"The AI stock boom has lost a lot of momentum in recent weeks due, in part, to worries that so-called hyperscalers aren't correctly accounting for the depreciation in the hoard of chips they've purchased to power chatbots. Michael Burry-the investor of Big Short fame who famously predicted the 2008 housing collapse-sounded the alarm last month when he warned AI-era profits are built on "one of the most common frauds in the modern era," namely stretching the depreciation schedule."
"For example, software can improve the performance of Nvidia's five-year-old A100 chip by two to three times compared to its initial version. Second, Alpine said the need for older chips remains strong amid rising demand for inference, meaning when a chatbot responds to queries. In fact, inference demand will significantly outpace demand for AI training in the coming years. "For inference, the latest hardware helps but is often not essential, so chip quantity can substitute for cutting-edge quality,""
New AI chips are entering the market rapidly as companies compete for greater computational power. Investors worry hyperscalers may understate depreciation on large chip purchases, with Michael Burry estimating Big Tech could understate depreciation by $176 billion from 2026–2028. Alpine Macro argues depreciation fears are overstated for three reasons. Software advances can materially improve older processors, sometimes doubling or tripling performance of chips like Nvidia's A100. Rising inference demand favors chip quantity over the latest quality and will outpace training demand. China’s persistent demand and supply gaps sustain long-term demand for older-generation chips.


- **Problem to work on**
Your task is to retype each line of the data below exactly.

(Information shown Opens)

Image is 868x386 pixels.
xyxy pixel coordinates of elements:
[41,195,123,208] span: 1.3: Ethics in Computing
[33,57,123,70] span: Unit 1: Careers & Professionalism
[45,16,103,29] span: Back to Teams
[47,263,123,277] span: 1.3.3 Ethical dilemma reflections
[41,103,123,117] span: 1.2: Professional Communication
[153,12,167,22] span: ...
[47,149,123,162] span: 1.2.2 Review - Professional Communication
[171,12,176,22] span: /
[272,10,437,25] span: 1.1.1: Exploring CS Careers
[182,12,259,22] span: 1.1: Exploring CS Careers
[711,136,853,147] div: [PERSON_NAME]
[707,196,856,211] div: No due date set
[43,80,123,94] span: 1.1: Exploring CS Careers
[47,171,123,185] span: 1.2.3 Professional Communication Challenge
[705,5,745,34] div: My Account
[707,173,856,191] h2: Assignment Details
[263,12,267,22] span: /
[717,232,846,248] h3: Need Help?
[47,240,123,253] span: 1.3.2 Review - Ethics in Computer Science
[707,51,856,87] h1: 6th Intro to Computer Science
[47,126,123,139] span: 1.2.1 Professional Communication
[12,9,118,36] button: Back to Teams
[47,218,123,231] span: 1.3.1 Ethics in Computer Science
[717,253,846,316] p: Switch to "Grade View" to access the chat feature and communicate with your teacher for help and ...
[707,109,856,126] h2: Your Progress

(Information shown Closes)

- **Solution below**
Image is 868x386 pixels.
xyxy pixel coordinates of elements:
[41,195,123,208] span: 1.3: Ethics in Computing
[33,57,123,70] span: Unit 1: Careers & Professionalism
[45,16,103,29] span: Back to Teams
[47,263,123,277] span: 1.3.3 Ethical dilemma reflections
[41,103,123,117] span: 1.2: Professional Communication
[153,12,167,22] span: ...
[47,149,123,162] span: 1.2.2 Review - Professional Communication
[171,12,176,22] span: /
[272,10,437,25] span: 1.1.1: Exploring CS Careers
[182,12,259,22] span: 1.1: Exploring CS Careers
[711,136,853,147] div: [PERSON_NAME]
[707,196,856,211] div: No due date set
[43,80,123,94] span: 1.1: Exploring CS Careers
[47,171,123,185] span: 1.2.3 Professional Communication Challenge
[705,5,745,34] div: My Account
[707,173,856,191] h2: Assignment Details
[263,12,267,22] span: /
[717,232,846,248] h3: Need Help?
[47,240,123,253] span: 1.3.2 Review - Ethics in Computer Science
[707,51,856,87] h1: 6th Intro to Computer Science
[47,126,123,139] span: 1.2.1 Professional Communication
[12,9,118,36] button: Back to Teams
[47,218,123,231] span: 1.3.1 Ethics in Computer Science
[717,253,846,316] p: Switch to "Grade View" to access the chat feature and communicate with your teacher for help and ...
[707,109,856,126] h2: Your Progress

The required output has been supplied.